Article BY PROFESSOR SANJAY ANAND,
Chairman of the SOX Institute, The GRC Group
Since 1981, there have been over 114,000 new governmental regulations written in the United States. Most of the regulations passed in the last decade have an IT impact and are industry specific: well-known examples include Sarbanes-Oxley (SOX) Act of 2002, Federal Rules of Civil Procedure (FRCP), Health Insurance Portability and Accountability (HIPAA) Act of 1996, and Gramm-Leach-Bliley Financial Services Modernization Act (GLBA) of 1999.
It's a regulatory jungle out there. When it comes to sorting them out, too often there is not enough cross-expertise among compliance, risk, governance, operations, technology, finance, accounting, and audit personnel. There are literally hundreds of thousands of regulations, and no single organization can keep track of all of them without strategic, integrated and thoughtfully planned Government, Risk, and Corporate compliance (GRC) programs that include automation. Combine all these factors with a traditional mentality of silo'd GRC procedures and manual support processes, and you get an alphabet soup of compliance that no one is comfortable with.

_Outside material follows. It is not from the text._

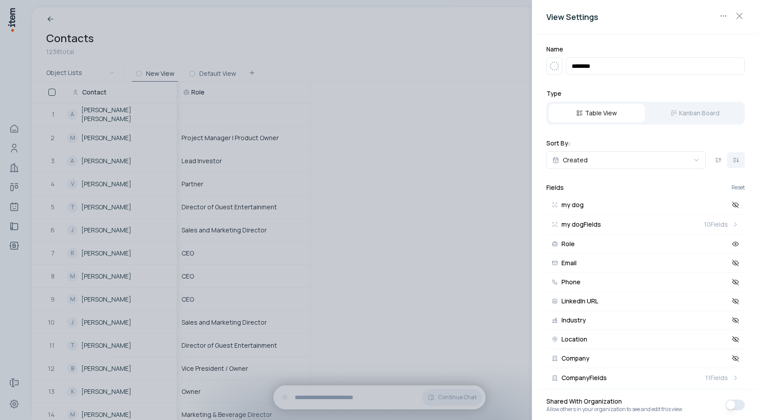 Image resolution: width=759 pixels, height=420 pixels. What do you see at coordinates (574, 339) in the screenshot?
I see `span: Location` at bounding box center [574, 339].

Every federal and public company in the world's industrialized nations face the same regulatory and compliance challenges: quality management, quality improvement, governance and risk management, information management, and project management. Organizations that are either beginning a GRC program or is tuning their existing one will experience a series of common pitfalls, and will need a plan for overcoming them.